Results from a clinical trial that tested an earlier version of the implant are the best in the field, according to Daniel Palanker, PhD, a professor of ophthalmology and the senior author of the study. "Our implant provided not only the highest resolution -- it also shaped vision rather than just light sensitivity," he said. Now, after successfully testing the new implant in rats, the team is optimizing it for clinical trials.

Bing-Yi Wang and Zhijie Chen, graduate students in physics and in electrical engineering, are the lead authors of the publication.

The design

The prosthetic has two main components: a 2-millimeter implant and augmented-reality glasses. A camera on the glasses captures the world around the patient and processes the images. The glasses then project those images into the eye. The implant, which is made of special pixels that capture light and convert it to electrical currents, sends those currents to stimulate the retinal neurons. Those neurons then propagate the information to the brain as visual inputs.

That's a simple explanation, but technically speaking, there's quite a bit going on. The glasses use invisible near-infrared light to activate the implant at the back of the eye. Software in the glasses regulates the light emission, properly stimulating the retinal neurons to elicit the right signals that the brain perceives as visual patterns. 

"The implant is wireless -- the pixels work like solar panels," Palanker said. They don't need an external power supply to convert light into electrical current.

Clinical results with the first-generation implant demonstrated prosthetic vision with acuity up to 20/440. That's enough to read large fonts, but it's still worse than 20/400 -- the threshold at which someone is considered legally blind.
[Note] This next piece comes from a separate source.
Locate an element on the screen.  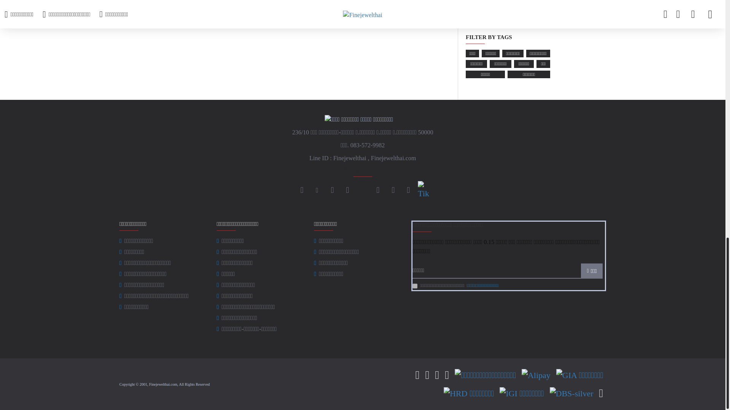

This new implant, the team hopes, will change that.

Restoring vision at higher resolution

If the new implant works in humans as well as it did in rats, Palanker said, it would yield acuity of about 20/80 -- much better than the current clinical results, but not quite 20/20 vision. (Normal, or 20/20, vision describes what someone without any vision impairment can see 20 feet away. Someone with 20/80 vision sees at 20 feet what the visually unimpaired person sees at 80 feet.) For comparison, in California, 20/40 vision is needed to legally drive.

What's more, the image processing via augmented-reality glasses is tunable. Researchers can adjust the signal sent from the glasses to the implant to effectively dial up the strength, contrast, resolution and magnification of the prosthetic's signal in prospective patients.

Palanker envisions that surgeons will use implants of different sizes, depending on the extent of vision loss in a patient. Clinical trials of the new chip may start in about two years, Palanker said. "With this implant, we hope to restore vision at the level sufficient for comfortable reading and for face recognition, and thus alleviate the vision loss in patients blinded by retinal degeneration."